EUROSTAR Train 9024 was speeding across the plains of Northern France with Class 374 ‘Velaro’ tri-voltage half-sets Nos. 4033/34 forming 16 coaches weighing some 916 tonnes tare and packing 21,000hp. Cruising speed was close to the 300kph infrastructure’s maximum, varying with the gradients and neutral sections, averaging around 290kph (180mph) over long distances.
We had left London St Pancras International on time to the second at 11.31 and made the mouth of the Channel Tunnel in just 32min 26sec, covering the 111.41km (69.2 miles) at an average 207kph (129mph). To those train timers weaned on Southern CEP EMU and baggage car formations of 13 coaches usually taking over 80min to reach Folkestone Harbour before the tedious embarkation, unpredictable crossing times and unseemly scrummages alongside a Calais Maritime boat train, there could be no more striking example that times have changed.

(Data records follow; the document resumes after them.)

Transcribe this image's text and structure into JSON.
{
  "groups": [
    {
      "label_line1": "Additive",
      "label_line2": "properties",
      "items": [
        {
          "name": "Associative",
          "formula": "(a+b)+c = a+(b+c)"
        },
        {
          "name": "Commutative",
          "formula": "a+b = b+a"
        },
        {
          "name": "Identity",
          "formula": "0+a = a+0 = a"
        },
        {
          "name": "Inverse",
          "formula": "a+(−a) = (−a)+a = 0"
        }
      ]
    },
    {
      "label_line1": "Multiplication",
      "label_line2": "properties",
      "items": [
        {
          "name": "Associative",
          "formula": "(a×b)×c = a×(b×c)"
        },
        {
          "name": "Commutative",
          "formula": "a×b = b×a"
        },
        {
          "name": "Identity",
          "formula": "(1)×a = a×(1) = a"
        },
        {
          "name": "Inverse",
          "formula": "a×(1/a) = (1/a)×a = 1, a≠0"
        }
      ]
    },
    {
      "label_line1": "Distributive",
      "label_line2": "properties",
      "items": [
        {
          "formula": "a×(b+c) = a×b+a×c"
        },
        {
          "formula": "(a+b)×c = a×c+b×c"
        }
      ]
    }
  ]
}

On the other hand, you could turn up at London Victoria a minute before departure back in those times and choose your own seat.
Nowadays it is nearer 40min before departure and tolerate whatever the computer chooses to allocate, in this case ‘backwards aisle’… as usual.
Passage through the tunnel took 20min 25sec, more than a little down on the Railway Performance Society fastest time of 18min 56sec, recorded in 1994, but with no sign of any ‘perturbation’ that could threaten my Strasbourg connection of an hour from Paris Nord to Paris Est. It took until approaching Lille Europe before such optimism reverted to realism. We stuttered along from ‘repère’ board to ‘repère’ board before we ground to a halt for 26 minutes, during which time ‘signalling problems’ became ‘wires down’.
A missed connection
Another half hour’s crawl ensued, during which time I intercepted the Eurostar crew member responsible for sorting out connectional implications of the delay as she passed through my coach at a faster speed than our train was travelling. “Was the 15.51 [incidentally 15.53 retimed by 2min by text message after having booked] the last train to Strasbourg?” she asked, clearly with no idea of where Strasbourg was or its importance. “Do you really think you would not have enough time?” “Er… yes.” My ticket was stamped ‘rupture de correspondance’ and I was told the train manager of the next train would accommodate me when shown the document. I suppressed my scepticism.
Ready for the off at St Pancras International on October 9 with ‘Velaro’ Class 374 half-set No. 4033 heading train 9024, the 11.31 to Paris Nord.
ALL PHOTOS BY JOHN HEATON
1; Duplex TGV 2N2 No. 4706 at Paris Est on October 9.
2: The interior of a typical First Class‘Corail’ open coach in use on Strasbourg to Bâle (Basel) TER trains on October 10.
In that strange way that fate finds to mock us, arrival in Paris Nord coincided precisely with the booked departure of my connection from the Gare de l’Est. The walk between the two stations is further than St Pancras to King’s Cross, but probably shorter than to Euston. However, it seems longer than I remembered it when I once arrived from Boulogne at 16.54 and, travelling faster than a bolt from William Tell’s crossbow, made the Arbalète for Zurich at 17.05, a train with conventional restaurant car and a 3,550hp Class 72000 diesel. Another reminder that times have changed.